George Waldegrave, 7th Earl Waldegrave
George Edward Waldegrave, 7th Earl Waldegrave was a British peer.
The eldest legitimate child of the 6th Earl Waldegrave, George Waldegrave was educated at Eton and Christ Church, Oxford. In 1835, he inherited his father's titles and on 28 September 1840, he married his elder, illegitimate brother's widow, Frances at Gretna Green, Scotland.
In 1841, Waldegrave was sentenced to six months imprisonment in Newgate Prison, by the Twickenham Bench of the Assize Court for having drunkenly assaulted a police officer in Kingston upon Thames. His wife and their servants came to live with him there until his release, when they moved back to their home, Strawberry Hill, the "Gothick" mansion and former residence of Horace Walpole in Twickenham, that had passed to Waldegrave's grandmother, Elizabeth.

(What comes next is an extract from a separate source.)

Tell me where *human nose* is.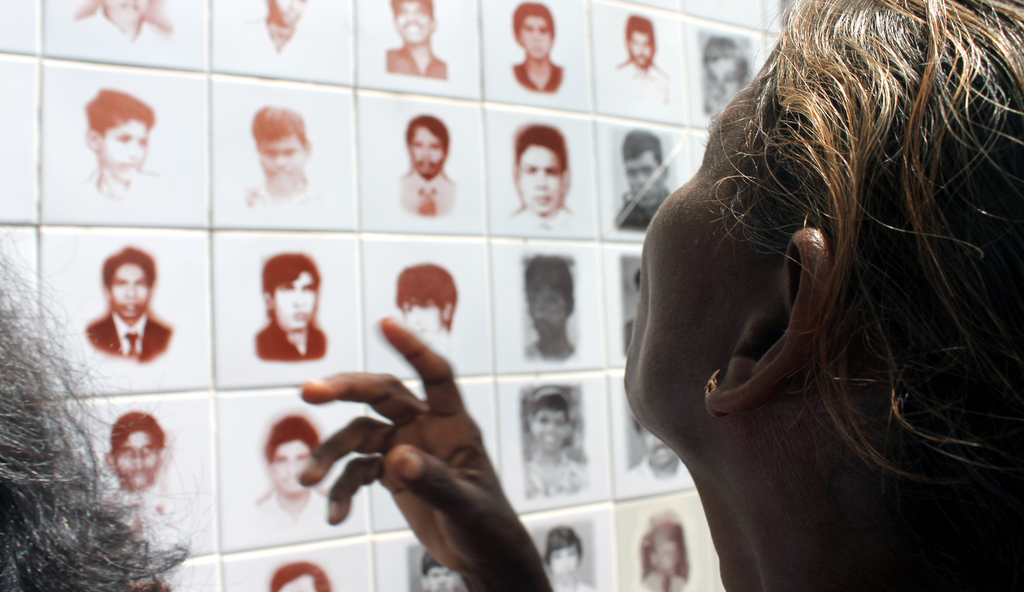
*human nose* is at l=275, t=151, r=287, b=162.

Heavily in debt and tired of Twickenham, Waldegrave decided to sell Walpole's treasures at their home in 1842 and he and his wife travelled abroad before settling down at their country home of Harptree Court in Somerset, in 1844. Lord Waldegrave died two years later and left the-now derelict Strawberry Hill to his wife. Dying childless, he was succeeded by his uncle, William, and his wife later twice remarried.